The case of The Wasco involves a libel for personal injuries to a passenger. The vessel was held liable for the injury, and the claim of the vessel that the award should be reduced, or damages awarded over against the libelant, for the arrest of the vessel after business hours at a place other than that of the residence of her owner, was held without merit, on the ground that the pleadings did not support a cross-demand or set-off.
In the Case of the Cargo of Lumber, decided by the Circuit Court of Appeals, Second Circuit, the vessel was chartered to deliver a cargo from Mobile to New York. The master, claiming 7 days’ demurrage during loading, refused to sign a clean bill of lading. The charterer declined to accept one indorsed with the master’s claim for demur-rage, and libeled the vessel. Subsequently the vessel, being released by agreement, proceeded to New York, where the master libeled the cargo, claiming, not only the 7 days’ demurrage, but damages for the delay of the vessel while in custody. The court allowed the first claim as to 42/s days, but refused to allow any demurrage for the time the vessel was under arrest, saying "that the dispute between the master and the shipper was about demurrage, and that they were both wrong,” and that, under such circumstances, it could not be said that there was bad faith or malice, and without either no claim for damages for detention while under arrest in a libel properly begun could be awarded.

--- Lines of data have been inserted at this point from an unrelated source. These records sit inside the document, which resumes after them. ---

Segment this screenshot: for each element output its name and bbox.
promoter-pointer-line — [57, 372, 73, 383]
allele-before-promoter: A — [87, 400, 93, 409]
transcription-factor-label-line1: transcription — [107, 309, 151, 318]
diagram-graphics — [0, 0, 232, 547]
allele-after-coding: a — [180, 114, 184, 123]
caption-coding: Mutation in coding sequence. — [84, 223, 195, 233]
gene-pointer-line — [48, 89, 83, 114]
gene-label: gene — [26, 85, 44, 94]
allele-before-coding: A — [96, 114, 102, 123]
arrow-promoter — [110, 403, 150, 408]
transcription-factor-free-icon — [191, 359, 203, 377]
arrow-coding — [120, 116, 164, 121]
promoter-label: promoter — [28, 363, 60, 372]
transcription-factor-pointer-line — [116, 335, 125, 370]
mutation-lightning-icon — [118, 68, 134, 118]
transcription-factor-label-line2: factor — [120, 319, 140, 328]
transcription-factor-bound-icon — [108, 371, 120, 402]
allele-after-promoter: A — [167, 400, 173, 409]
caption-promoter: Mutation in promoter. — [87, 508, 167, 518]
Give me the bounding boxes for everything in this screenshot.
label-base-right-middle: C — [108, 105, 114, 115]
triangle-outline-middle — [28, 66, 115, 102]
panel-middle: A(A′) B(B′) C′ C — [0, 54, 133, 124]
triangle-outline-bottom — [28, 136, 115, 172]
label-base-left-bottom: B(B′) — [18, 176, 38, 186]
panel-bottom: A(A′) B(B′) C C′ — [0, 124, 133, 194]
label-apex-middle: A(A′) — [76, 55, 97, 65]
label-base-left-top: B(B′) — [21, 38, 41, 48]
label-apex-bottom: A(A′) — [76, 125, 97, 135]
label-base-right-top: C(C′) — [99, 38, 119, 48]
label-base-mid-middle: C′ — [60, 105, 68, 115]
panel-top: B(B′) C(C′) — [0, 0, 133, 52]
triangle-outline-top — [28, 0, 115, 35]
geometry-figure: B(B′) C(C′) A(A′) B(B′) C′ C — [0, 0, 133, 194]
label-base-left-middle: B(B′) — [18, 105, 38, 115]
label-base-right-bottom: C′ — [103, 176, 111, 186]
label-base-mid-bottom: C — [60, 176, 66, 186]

It will be observed that in all of the cases above referred to there was an existing controversy between the parties litigant, to settle which, in each instance, a decision of the court was necessary, and while the applicable rule is stated to be that damages for the arrest and detention of a vessel are not allowable unless malice, bad faith, or, as was said in The Adolph, supra, such gross negligence as amounts to bad faith, are shown, the facts admitted upon the demurrer here are so entirely unlike those existing in any of the cases decided that
“Is there or is there not, reason to say that the action was so unwarrantably brought, or brought with so little color, or so little foundation, that it rather implies malice on the part of plaintiff, or that gross negligence which is equivalent to it?”
The answer to the query thus propounded seems to me to be the criterion upon which to determine liability in cases like that now under consideration. There is nothing, in my opinion, to the contrary in Stewart v. Sonnebom, supra. Applying, therefore, the test to the record as it is made on this demurrer, the question is: Was there such gross negligence in the arrest of the Spanish steamship Consuelo, in the admiralty proceedings instituted by the defendant, as amounts in law to malice? The pleadings show that the libelant in that action had a claim against a French sailing vessel with auxiliary engines, built of wood, 250 feet long, and then known as the Consuelo, ex Rheims. Mistakenly, they caused the arrest of a steel steamship, so totally different in design, construction, and appearance as to afford immediate notice that a mistake in identity had been made. The only similarity, so far as the record now discloses, between the vessel
The demurrer should therefore be, and is, overruled.